After 15 rounds of state budget cuts through the recession and recovery, the foundation of Kentucky’s economy—our schools, higher education systems, health services and more—have been significantly weakened.
But final deliberations on the budget will include consideration of even deeper cuts to the services that protect and propel our Commonwealth. Moving into the final days of the 2016 General Assembly, lawmakers must salvage a budget that does the least harm to our quality of life.
Let’s take college affordability as an example. If the proposed nine percent budget cuts go through, Kentucky’s public colleges and universities will have been cut by over a third in the decade between 2008 and 2018. That inevitably leads to higher tuition and student loan debt, which keeps students from graduating and makes it harder for Kentuckians to buy a home, start a business or save for retirement after college.
At the same time, potentially on the chopping block is $57 million in need-based college aid programs, as well as a scholarship proposed in the House that would make community college free for full-time, traditional students. These moves would strip opportunity away from Kentuckians, since ample research shows financial barriers are the biggest impediment to completing a degree.
College affordability is just one of many ways more budget cuts will hold the Commonwealth back. Cuts to Family Resource and Youth Services Centers will make it harder for schools to help struggling students. Reversing improvements to preschool and the Child Care Assistance Program will keep more parents from working, and will mean fewer kids get a strong start in life. Taking money away from behavioral health and programs that safeguard the air and water won’t make Kentuckians healthier.
Systems of justice and public protection we take for granted are at risk of being undermined. The budgets for the Attorney General, the State Auditor, Board of Elections, public defenders and the court system all face potential deep cuts just to name a few.
Though their versions have slight differences, both the House and Senate budgets make big new contributions to our state workers’ and teachers’ pension systems, which would get us on the path to solvency for the debt we owe those plans. Leaders of both chambers are to be applauded for taking the necessary steps to address that problem.

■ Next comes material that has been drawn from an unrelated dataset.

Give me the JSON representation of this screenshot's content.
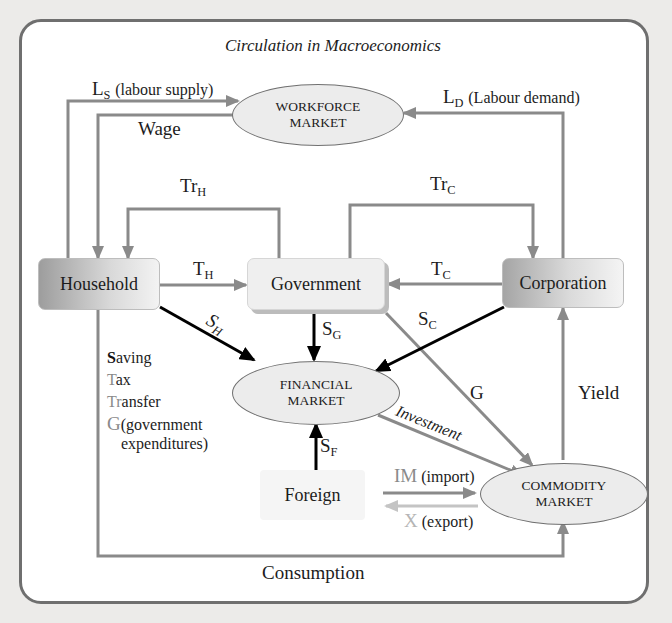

But the big remaining question concerns the rest of the budget and whether to put aside funds or put them to work. While some new savings are appropriate, we shouldn’t let hundreds of millions of extra dollars sit idle while deeply cutting the education, health and other services we know have a strong return on investment. Doing so hurts our quality of life, and by damaging our economy is counterproductive to paying back the debt we owe over time.

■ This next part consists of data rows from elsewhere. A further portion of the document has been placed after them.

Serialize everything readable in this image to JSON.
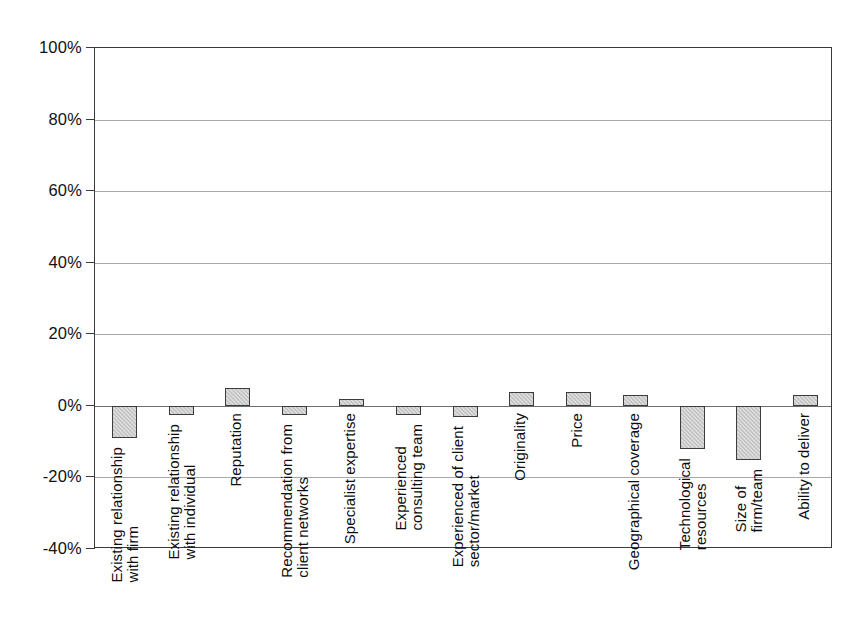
{
  "chart_data": {
    "type": "bar",
    "title": "",
    "subtitle": "",
    "xlabel": "",
    "ylabel": "",
    "ylim": [
      -40,
      100
    ],
    "grid": true,
    "legend": false,
    "orientation": "vertical",
    "ytick_labels": [
      "100%",
      "80%",
      "60%",
      "40%",
      "20%",
      "0%",
      "-20%",
      "-40%"
    ],
    "ytick_values": [
      100,
      80,
      60,
      40,
      20,
      0,
      -20,
      -40
    ],
    "categories": [
      "Existing relationship\nwith firm",
      "Existing relationship\nwith individual",
      "Reputation",
      "Recommendation from\nclient networks",
      "Specialist expertise",
      "Experienced\nconsulting team",
      "Experienced of client\nsector/market",
      "Originality",
      "Price",
      "Geographical coverage",
      "Technological\nresources",
      "Size of\nfirm/team",
      "Ability to deliver"
    ],
    "values": [
      -9,
      -2.5,
      5,
      -2.5,
      2,
      -2.5,
      -3,
      4,
      4,
      3,
      -12,
      -15,
      3
    ],
    "bar_color": "#dcdcdc",
    "bar_edge_color": "#3c3c3c",
    "axis_color": "#3a3a3a",
    "grid_color": "#a9a9a9",
    "zero_line_color": "#6e6e6e"
  }
}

We do have to get our financial house in order and more actions will need to be taken than are possible this session—particularly the need to clean up the tax code to generate new revenue.
But the first step is to pass a budget this session that makes the responsible payments on our pension liabilities while doing everything we can to limit harm to the budgetary investments so critical to the future of our Commonwealth.
This column first appeared in the Courier-Journal on March 25, 2016.